Here’s my nomination for number 11:
Hosea 13:16
The people of Samaria must bear their guilt,
because they have rebelled against their God.
They will fall by the sword;
their little ones will be dashed to the ground,
their pregnant women ripped open.”
Christian Terrorism
The Gunpowder Plot: Terror and Faith in 1605
As I write these words multiple explosions are occurring in London. But don’t be alarmed. The English people are celebrating, with fireworks, their deliverance from one of the most memorable events in English history: the Gunpowder Plot to blow up the House of Commons and the King in 1605.
Christian terrorism did not begin in 1605 of course. Acts of terror had been perpetuated by the Christians against other Christians since the days of the early Fathers (not to mention terrorism against Jews and Muslims). But the English have celebrated their deliverance from this particular act of Christian terror annually for the past 400 years to the chant of ‘Remember, remember the Fifth of November’.
The conspirators were all devout Catholics, determined to overthrow King James I of England and VI of Scotland
I have read, and recommend, Antonia Fraser’s fascinating book The Gunpowder Plot: Terror and Faith in 1605, (published by Weidenfield & Nicolson, London, 2002). She is a Roman Catholic herself, and it is instructive to read the dedicatory page:
FOR
Edward who would have defended them
Lucy who would have hidden them
Paloma who would have succoured them in exile
So Christian terrorism still has its defenders today, though no one seems to bat an eyelid from the safe distance of 400 years.

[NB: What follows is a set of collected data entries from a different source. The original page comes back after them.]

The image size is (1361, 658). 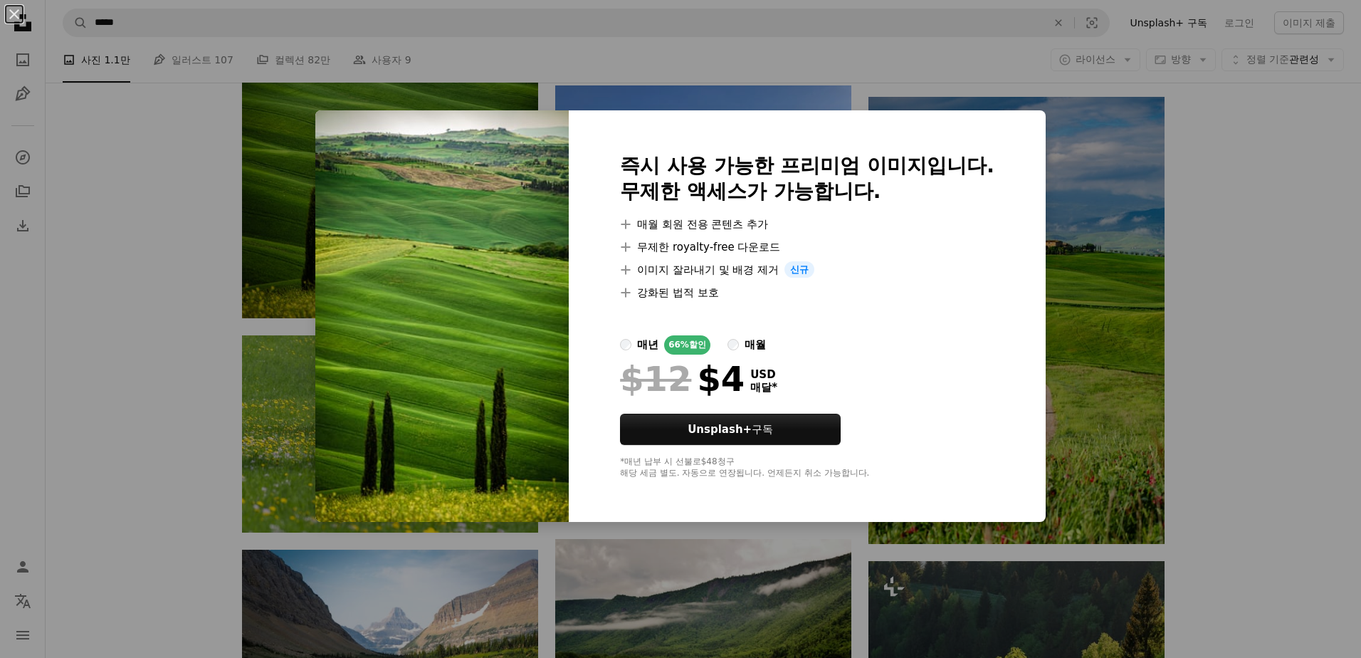 I want to click on img: premium_photo-1676236297596-59f23505b6bf, so click(x=442, y=316).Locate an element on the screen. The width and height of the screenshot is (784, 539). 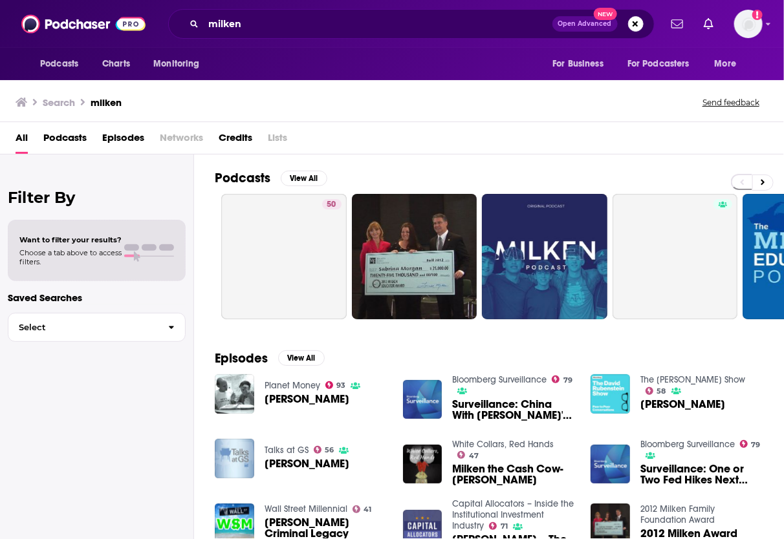
button: Show profile menu is located at coordinates (748, 24).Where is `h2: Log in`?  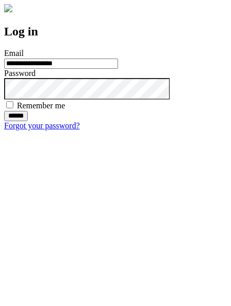 h2: Log in is located at coordinates (115, 31).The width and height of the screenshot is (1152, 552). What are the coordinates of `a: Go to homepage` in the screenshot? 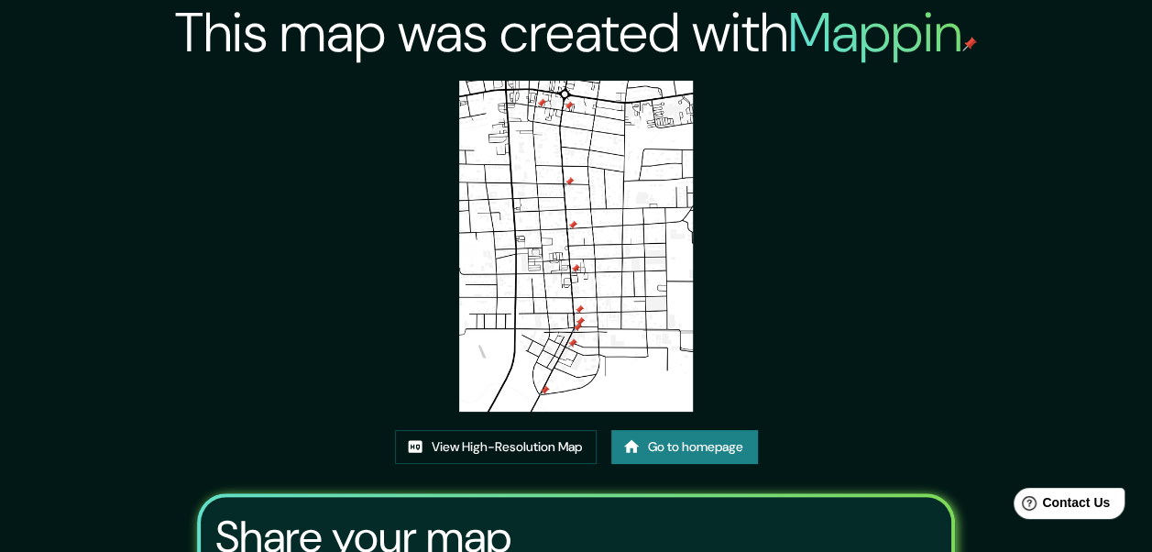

For an excellent discussion of what constitutes terrorism and how to define the term see Definition of terrorism
© Paul Williams 2009
The headquarters of Christianity may well have been Baghdad not Rome…
‘The First Christianity’
This Thursday, 21:00 on BBC Four
BBC Synopsis:
‘When he was a small boy, Diarmaid MacCulloch’s parents used to drive him round historic churches. Little did they know that they had created a monster, with the history of the Christian Church becoming his life’s work.’
‘In the first of a six-part series sweeping across four continents, Professor MacCulloch goes in search of Christianity’s forgotten origins. He overturns the familiar story that it all began when the apostle Paul took Christianity from Jerusalem to Rome. Instead, he shows that the true origins of Christianity lie further east, and that at one point it was poised to triumph in Asia, maybe even in China.’
‘The headquarters of Christianity may well have been Baghdad not Rome, and if that had happened then western Christianity would have been very different.’